It's Official: 2018 Federal Deficit Largest Since 2012
The federal government spent $790 billion more than it taxed during fiscal year 2018. The deficit is about to get worse. Much worse.
The federal government finished the 2018 fiscal year—it ended on September 30—a whopping $779 billion in the red, the largest annual budget deficit since 2012.
The current fiscal year is likely to see an even larger deficit, potentially in excess of $1 trillion.
The Treasury Department's final data for the 2018 fiscal year, released Monday, shows that the deficit was driven by a combination of higher spending and additional borrowing. The latter was necessary to finance the former, of course, though last year's tax cuts contributed to the widening gap between how much money the federal government takes in and how much it spends.
Tax revenues were flat during 2018 and corporate tax collections fell by $76 billion, Treasury reported.
On it's own, the fact that American companies were able to keep $76 billion out of the government's hands is cause for celebration. Those funds will certainly be put to more productive uses because they won't be funneled to Washington. Trump's corporate tax cuts brought the United States in line with the rest of the world, thereby increasing U.S. competitiveness in a global market.
But tax cuts without spending cuts are a recipe for disaster. While the Treasury's data for fiscal year 2018 looks backwards, the trajectory for the future is the bigger story.
The $779 billion deficit for fiscal year 2018 was up 17 percent from the $666 billion deficit recorded in fiscal year 2017. The data show that the deficit is growing faster than the economy as a whole.
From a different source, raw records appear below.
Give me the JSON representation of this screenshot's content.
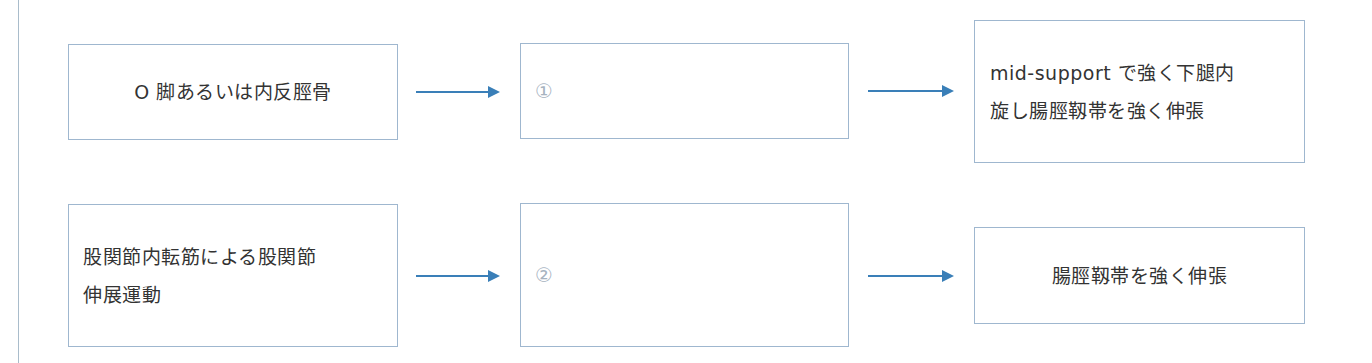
{
  "diagram": {
    "colors": {
      "box_border": "#9fb7cf",
      "arrow": "#3a7fb8",
      "text": "#333333",
      "placeholder_number": "#a7b3bf"
    },
    "rows": [
      {
        "cause": "O 脚あるいは内反脛骨",
        "blank": "①",
        "result": "mid-support で強く下腿内\n旋し腸脛靱帯を強く伸張"
      },
      {
        "cause": "股関節内転筋による股関節\n伸展運動",
        "blank": "②",
        "result": "腸脛靱帯を強く伸張"
      }
    ]
  }
}
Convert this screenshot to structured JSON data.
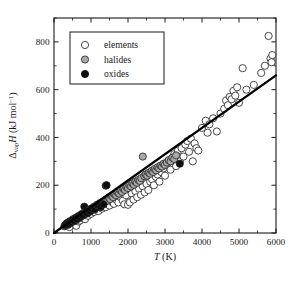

In 2017, the federal deficit was equal to 3.5 percent of gross domestic product (GDP), but grew to 3.9 percent of GDP in 2018.
According to the Congressional Budget Office, current policies have the United States on course for a $2 trillion deficit before the end of the next decade.
"It's an unsustainable fiscal course that will lead us to debt overtaking the size of the entire economy in as soon as a decade, and not long after topping all-time highs as a share of the economy not seen since World War II," said Maya MacGuineas, president of the Committee for a Responsible Federal Budget, which advocates for balancing the budget, in a statement.
Driven by old-age entitlements and surfing on a wave of retiring boomers, the federal government will continue to pile on more debt unless serious structural reforms are undertaken. A new analysis from longtime congressional budget aide Brian Riedl, now a senior fellow at the Manhattan Institute, a free market think tank, shows that Social Security and Medicare will run a $100 trillion deficit over the next 30 years. With the country already facing a national debt of more than $20 trillion, massive annual deficits in future years are likely to drive-up the cost of borrowing and cause America's already astronomical debt to grow at a faster pace, he warns.
That this latest increase in the deficit happened during a period when Republicans had full control of the federal government reveals that they were never very serious about balancing the budget. Even now, they refuse to recognize the problem. Democrats, meanwhile, are promising to spend even more on entitlements, if and when they return to power.
Almost nothing about the current state of affairs in Washington suggests that policy makers are prepared to deal with this looming catastrophe. Today's news is a reminder that the reckoning is coming, regardless of whether our elected officials are ready for it.